You better list all 3 routers' models and exactly what mode they are on and how they are connected.
 
Last edited:

MrMaster

Golden Member
Nov 16, 2001
1,235
2
76
www.pc-prime.com
Sorry for not being clearer. These are not consumer routers. This network layout is for a bunch of villas. A very hilly, rocky spread-out location with hurricane proof villas on it (10 inch cement walls) that has zero network cabling in them and electrical wiring down here tends to rust very quickly from the elements.

I had an 8 port gigabit switch in the office already and that didn't help at all.

Router 1 is a Cyberoam CR25 that is the router between the ISP and my personal network.

Router 2 is a Cyberoam CR35 (connected via rockets 10 miles away) and its job is to route the traffic for the villas. The CR35 is connected on the very same LAN Port B as my personal network instead of a Port C. I was hoping to make it easier to talk between the two networks and at some point in the future The CR35 will connect directly to the ISP. This router averages 75 devices connected to it at one time and that number will triple in the next 2 years with the numerous additions being built.

Router 3 is just a Peplink20 that I had lying around.

All 3 are in router mode. The windows 10 pro copy is running a program called Roommaster that is used to manage villas, POS for a restaurant, boat rentals..etc. The program is accessed one of two ways. RDP or a link to an exe file on a mapped drive. Exe file appears to run some sort of activex wrapper.
 
Last edited:

mxnerd

Diamond Member
Jul 6, 2007
6,799
1,100
126
31ZhtxM3kSL.jpg


Since There are only 4 ports on Peplink 20 and all of them occupied, machines on router2 can only use VPN to access router3 (or use SMB port forwarding)
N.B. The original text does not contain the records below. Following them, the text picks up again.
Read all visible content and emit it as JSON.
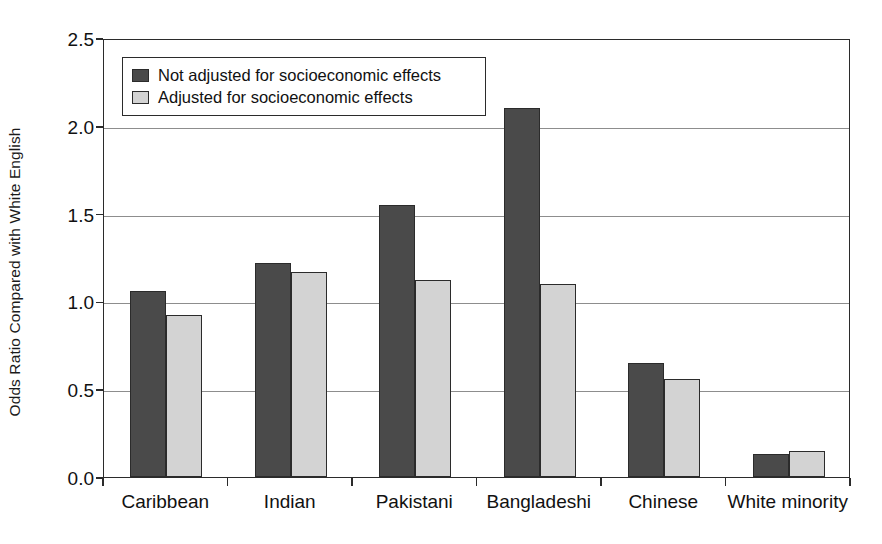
{
  "chart_data": {
    "type": "bar",
    "title": "",
    "xlabel": "",
    "ylabel": "Odds Ratio Compared with White English",
    "categories": [
      "Caribbean",
      "Indian",
      "Pakistani",
      "Bangladeshi",
      "Chinese",
      "White minority"
    ],
    "series": [
      {
        "name": "Not adjusted for socioeconomic effects",
        "color": "#4a4a4a",
        "values": [
          1.06,
          1.22,
          1.55,
          2.1,
          0.65,
          0.13
        ]
      },
      {
        "name": "Adjusted for socioeconomic effects",
        "color": "#d3d3d3",
        "values": [
          0.92,
          1.17,
          1.12,
          1.1,
          0.56,
          0.15
        ]
      }
    ],
    "ylim": [
      0.0,
      2.5
    ],
    "yticks": [
      "0.0",
      "0.5",
      "1.0",
      "1.5",
      "2.0",
      "2.5"
    ],
    "ytick_values": [
      0.0,
      0.5,
      1.0,
      1.5,
      2.0,
      2.5
    ],
    "grid": true,
    "grid_axis": "y",
    "legend_position": "top-left"
  },
  "legend": {
    "items": [
      {
        "label": "Not adjusted for socioeconomic effects",
        "swatch": "dark"
      },
      {
        "label": "Adjusted for socioeconomic effects",
        "swatch": "light"
      }
    ]
  },
  "axes": {
    "y_title": "Odds Ratio Compared with White English"
  }
}
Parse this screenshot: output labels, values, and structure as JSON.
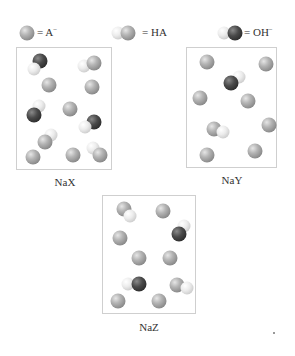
{
  "legend": {
    "a_minus": {
      "symbol": "A",
      "charge": "−",
      "prefix": "= "
    },
    "ha": {
      "text": "= HA"
    },
    "oh_minus": {
      "symbol": "OH",
      "charge": "−",
      "prefix": "= "
    }
  },
  "panels": [
    {
      "label": "NaX",
      "counts": {
        "A-": 5,
        "HA": 3,
        "OH-": 2
      }
    },
    {
      "label": "NaY",
      "counts": {
        "A-": 7,
        "HA": 1,
        "OH-": 1
      }
    },
    {
      "label": "NaZ",
      "counts": {
        "A-": 6,
        "HA": 2,
        "OH-": 2
      }
    }
  ],
  "colors": {
    "a_minus": "#9a9a9a",
    "hydrogen": "#e6e6e6",
    "oxygen": "#333333",
    "border": "#cfcfcf"
  }
}
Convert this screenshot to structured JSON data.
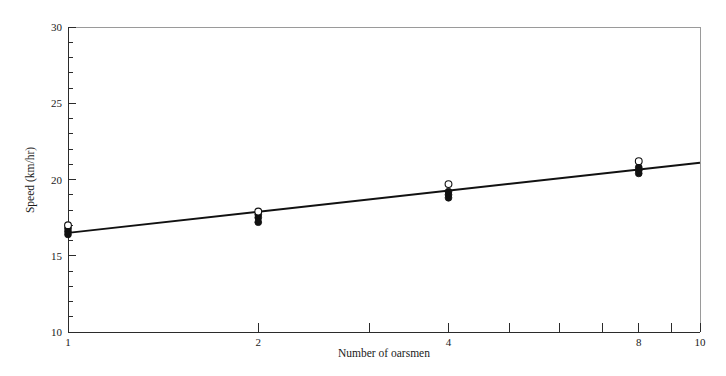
{
  "chart_data": {
    "type": "scatter",
    "title": "",
    "xlabel": "Number of oarsmen",
    "ylabel": "Speed (km/hr)",
    "xscale": "log",
    "xlim": [
      1,
      10
    ],
    "ylim": [
      10,
      30
    ],
    "grid": false,
    "legend_position": "none",
    "x_tick_labels": [
      "1",
      "2",
      "4",
      "8",
      "10"
    ],
    "x_tick_values": [
      1,
      2,
      4,
      8,
      10
    ],
    "x_minor_ticks": [
      3,
      5,
      6,
      7,
      9
    ],
    "y_tick_labels": [
      "10",
      "15",
      "20",
      "25",
      "30"
    ],
    "y_tick_values": [
      10,
      15,
      20,
      25,
      30
    ],
    "y_minor_tick_step": 1,
    "series": [
      {
        "name": "open-circle-records",
        "marker": "open-circle",
        "x": [
          1,
          2,
          4,
          8
        ],
        "values": [
          17.0,
          17.9,
          19.7,
          21.2
        ]
      },
      {
        "name": "filled-circle-observations",
        "marker": "filled-circle",
        "x": [
          1,
          1,
          1,
          2,
          2,
          2,
          4,
          4,
          4,
          8,
          8,
          8
        ],
        "values": [
          16.8,
          16.6,
          16.4,
          17.7,
          17.5,
          17.2,
          19.2,
          19.0,
          18.8,
          20.8,
          20.6,
          20.4
        ]
      }
    ],
    "fit_line": {
      "name": "fitted-trend-line",
      "x_start": 1,
      "y_start": 16.5,
      "x_end": 10,
      "y_end": 21.1
    }
  },
  "axes": {
    "x_title": "Number of oarsmen",
    "y_title": "Speed (km/hr)"
  }
}
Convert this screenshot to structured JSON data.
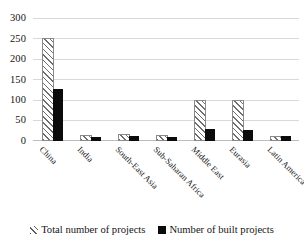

According to Peplink 20 manual, it only supports Cisco & Juniper site-to-site VPN, so you probably have to setup OpenVPN server on Win10 Pro machine & OpenVPN client on employees machines which are on router2.

OpenVPN Server on Windows
http://blog.defron.org/2013/01/openvpn-server-on-windows.html

=======

Checked that RoomMaster software is written in Clarion Topspeed, a database program like Foxpro/Access, with database files in .TPS extension. You have done it correctly by keep those 3 machines hardwired to the Win 10 Pro, since if you put them on WiFi and if a glitch happened, the database will be corrupted.

RoomMaster also have Remote Access solutions, http://www.innquest.com/remote/index.php , have you considered them?

=======

If Router2 to Router3 speed is really slow, I hope you are not going to let employees run that database exe file across the router, that wouldn't be a good idea.

Employees's access to Excel/Word files on mapped drive probably would not cause too much trouble.

=======
Not familiar with double or triple NAT.

Open source SoftEther https://www.softether.org with its VPN Azure Cloud http://www.vpnazure.net/en/ promised easy VPN using NAT traversals, you might be interested. It's not popular, however, probably users think it's risky.
 
Last edited:

MrMaster

Golden Member
Nov 16, 2001
1,235
2
76
www.pc-prime.com
Yes, they are using that web app.

I did setup openvpn access server on a computer sitting on the peplink but when trying to access the client or admin web page from outside the network the logo just spins. If vpn is the way to go I will just have to keep troubleshooting that.

Setting up a full windows terminal server with all the licensing and the shortened equipment lifespan just seems to be such expensive overkill just to run several RDS at the same time.

Thanks for the feedback. I appreciate it.